Aim of the exercise:
Could you retype, exactly and with no pictures, only the lines from the first line of the records below through the line that contains "pyautogui.click(x=<x>, y=<y>)"?

[Dataset entries]
== Segment start ==

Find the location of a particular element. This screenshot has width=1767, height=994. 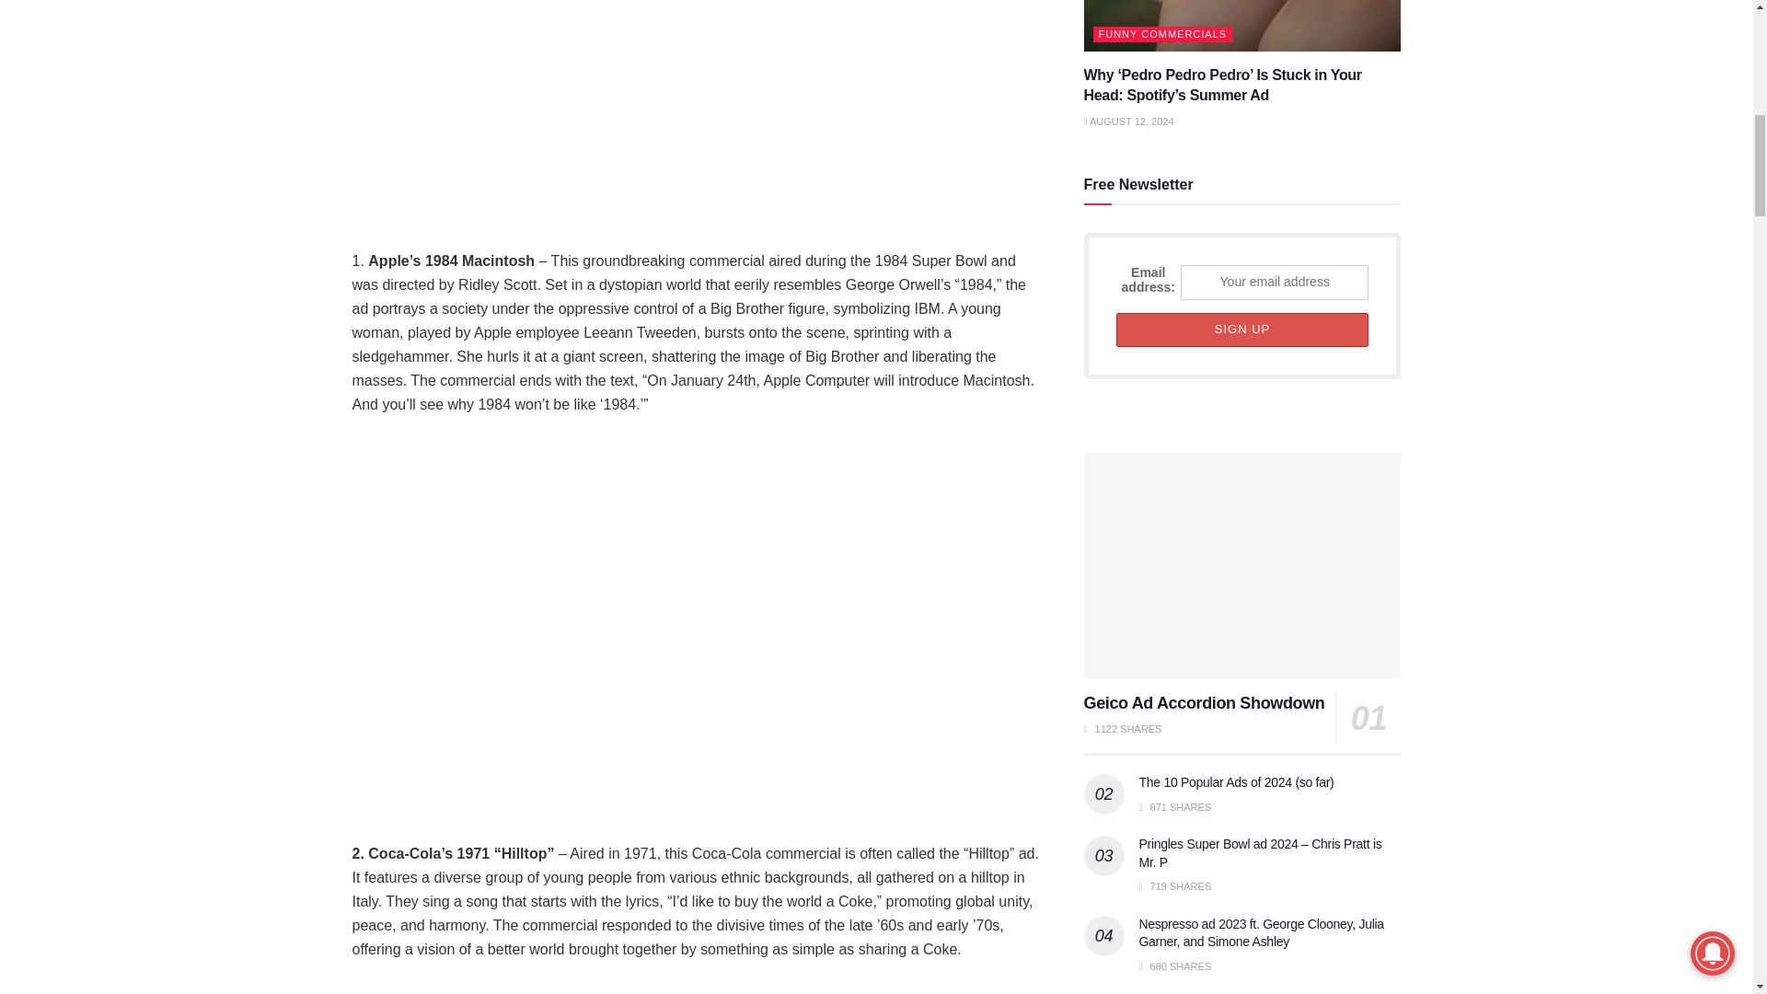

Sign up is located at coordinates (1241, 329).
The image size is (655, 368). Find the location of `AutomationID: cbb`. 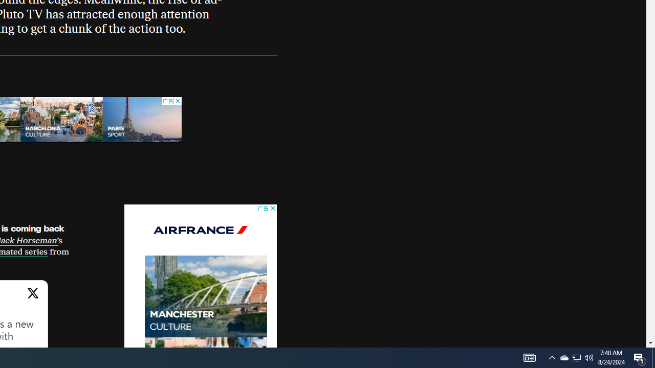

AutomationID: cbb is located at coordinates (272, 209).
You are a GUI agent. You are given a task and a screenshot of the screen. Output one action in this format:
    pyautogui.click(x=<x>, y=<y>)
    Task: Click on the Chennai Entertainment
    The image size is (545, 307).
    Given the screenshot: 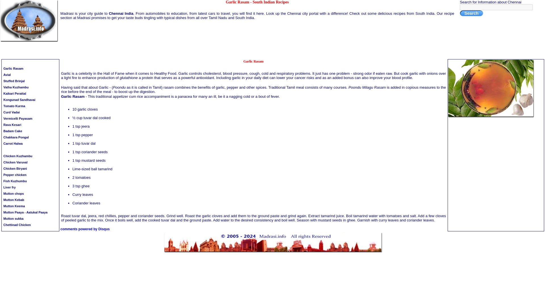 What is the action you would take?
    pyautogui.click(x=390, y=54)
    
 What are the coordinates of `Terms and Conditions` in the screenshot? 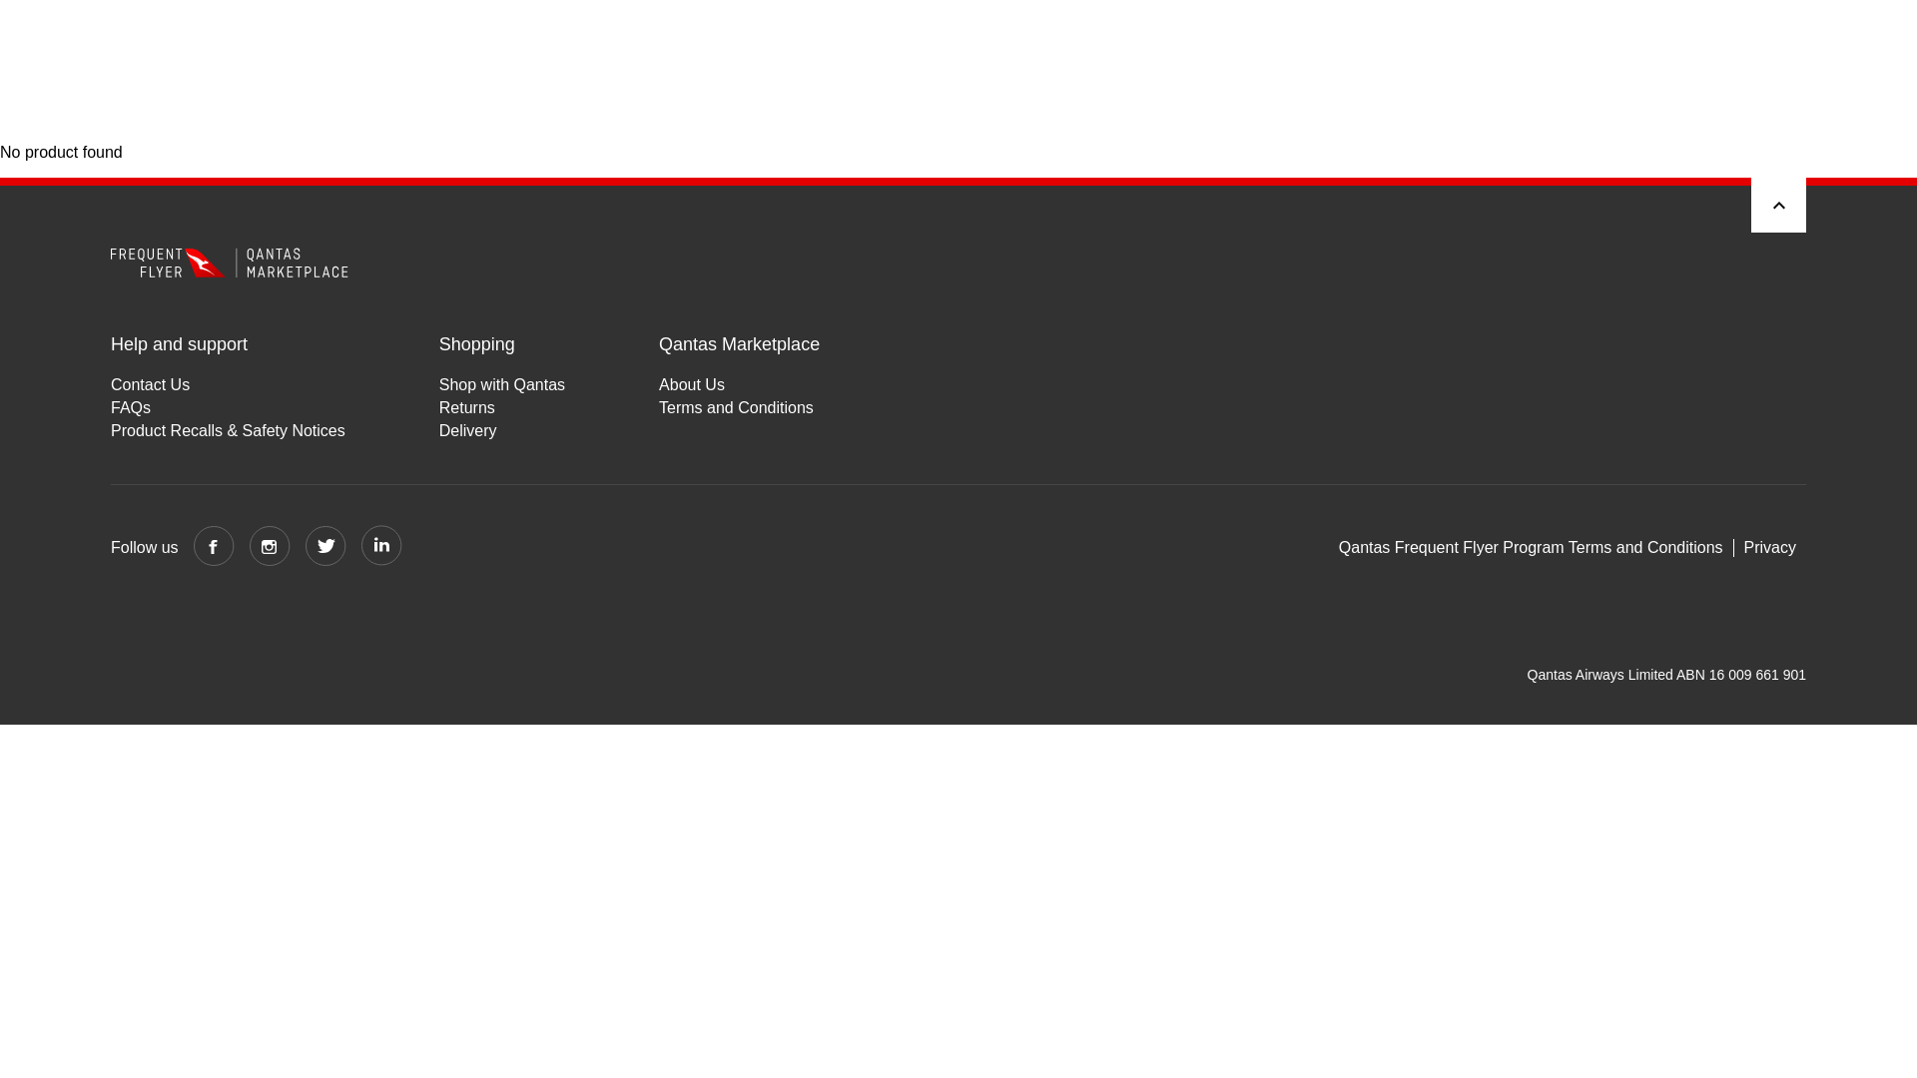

== Segment end ==

Result of this task:
Find the location of a particular element. This screenshot has width=1767, height=994. 

Sign up is located at coordinates (1241, 329).
The image size is (655, 368). Find the location of `AutomationID: cbb`. 

AutomationID: cbb is located at coordinates (272, 209).
You are a GUI agent. You are given a task and a screenshot of the screen. Output one action in this format:
    pyautogui.click(x=<x>, y=<y>)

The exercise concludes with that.